Many Japanese once revered the wolf as Oguchi no Magami, or Large-Mouthed Pure God, but as Japan began its modern transformation wolves lost their otherworldly status and became noxious animals that needed to be killed. By 1905 they had disappeared from the country. In this spirited and absorbing narrative, Brett Walker takes a deep look at the scientific, cultural, and environmental dimensions of wolf extinction in Japan and tracks changing attitudes toward nature through Japan's long history.Grain farmers once worshiped wolves at shrines and left food offerings near their dens, beseeching the elusive canine to protect their crops from the sharp hooves and voracious appetites of wild boars and deer. Talismans and charms adorned with images of wolves protected against fire, disease, and other calamities and brought fertility to agrarian communities and to couples hoping to have children. The Ainu people believed that they were born from the union of a wolflike creature and a goddess.In the eighteenth century, wolves were seen as rabid man-killers in many parts of Japan. Highly ritualized wolf hunts were instigated to cleanse the landscape of what many considered as demons. By the nineteenth century, however, the destruction of wolves had become decidedly unceremonious, as seen on the island of Hokkaido. Through poisoning, hired hunters, and a bounty system, one of the archipelago's largest carnivores was systematically erased.The story of wolf extinction exposes the underside of Japan's modernization. Certain wolf scientists still camp out in Japan to listen for any trace of the elusive canines. The quiet they experience reminds us of the profound silence that awaits all humanity when, as the Japanese priest Kenko taught almost seven centuries ago, we «look on fellow sentient creatures without feeling compassion.»

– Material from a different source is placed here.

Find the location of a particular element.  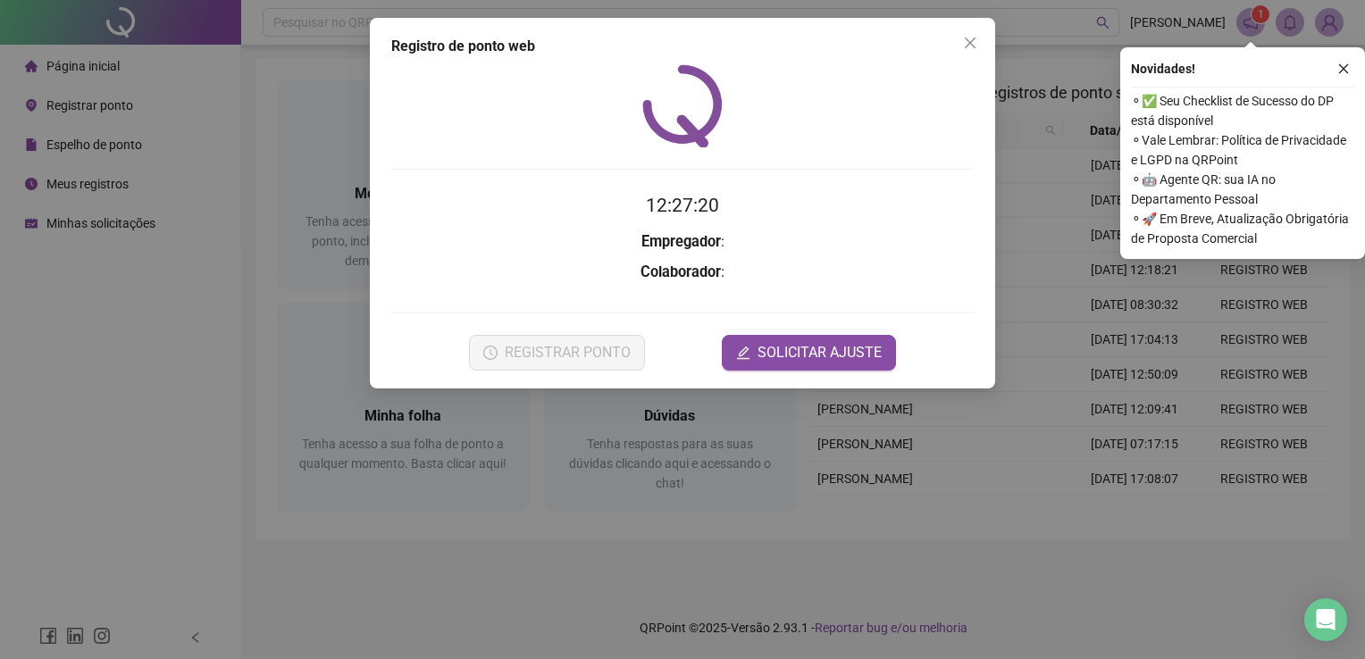

button: REGISTRAR PONTO is located at coordinates (557, 353).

This anthology focuses on the ethical issues surrounding information control in the broadest sense. Anglo-American institutions of intellectual property protect and restrict access to vast amounts of information. Ideas and expressions captured in music, movies, paintings, processes of manufacture, human genetic information, and the like are protected domestically and globally.The ethical issues and tensions surrounding free speech and information control intersect in at least two important respects. First, the commons of thought and expression is threatened by institutions of copyright, patent, and trade secret. While institutions of intellectual property may be necessary for innovation and social progress they may also be detrimental when used by the privileged and economically advantaged to control information access, consumption, and expression. Second, free speech concerns have been allowed to trump privacy interests in all but the most egregious of cases.At the same time, our ability to control access to information about ourselves–what some call «informational privacy»–is rapidly diminishing. Data mining and digital profiling are opening up what most would consider private domains for public consumption and manipulation.Post-9/11, issues of national security have run headlong into individual rights to privacy and free speech concerns. While constitutional guarantees against unwarranted searches and seizures have been relaxed, access to vast amounts of information held by government agencies, libraries, and other information storehouses has been restricted in the name of national security.

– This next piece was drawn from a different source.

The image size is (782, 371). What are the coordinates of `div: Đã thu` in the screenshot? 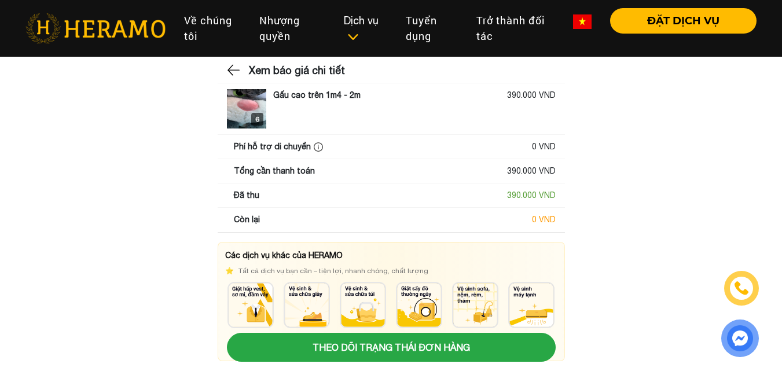 It's located at (247, 195).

From the potent properties of X rays evoked in Thomas Mann's Magic Mountain to the miniaturized surgical team of the classic science fiction film Fantastic Voyage, the possibility of peering into the inner reaches of the body has engaged the twentieth-century popular and scientific imagination. Drawing on examples that are international in scope, The Transparent Body examines the dissemination of medical images to a popular audience, advancing the argument that medical imaging technologies are the material embodiment of collective desires and fantasies–the most pervasive of which is the ideal of transparency itself. The Transparent Body traces the cultural context and wider social impact of such medical imaging practices as X ray and endoscopy, ultrasound imaging of fetuses, the filming and broadcasting of surgical operations, the creation of plastinated corpses for display as art objects, and the use of digitized cadavers in anatomical study.In the early twenty-first century, the interior of the body has become a pervasive cultural presence – as accessible to the public eye as to the physician's gaze. Jose van Dijck explores the multifaceted interactions between medical images and cultural ideologies that have brought about this situation. The Transparent Body unfolds the complexities involved in medical images and their making, illuminating their uses and meanings both within and outside of medicine. Van Dijck demonstrates the ways in which the ability to render the inner regions of the human body visible – and the proliferation of images of the body's interior in popular media – affect our view of corporeality and our understanding of health and disease. Written in an engaging style that brings thought-provoking cultural intersections vividly to life, The Transparent Body will be of special interest to those in media studies, cultural studies, science and technology studies, medical humanities, and the history of medicine.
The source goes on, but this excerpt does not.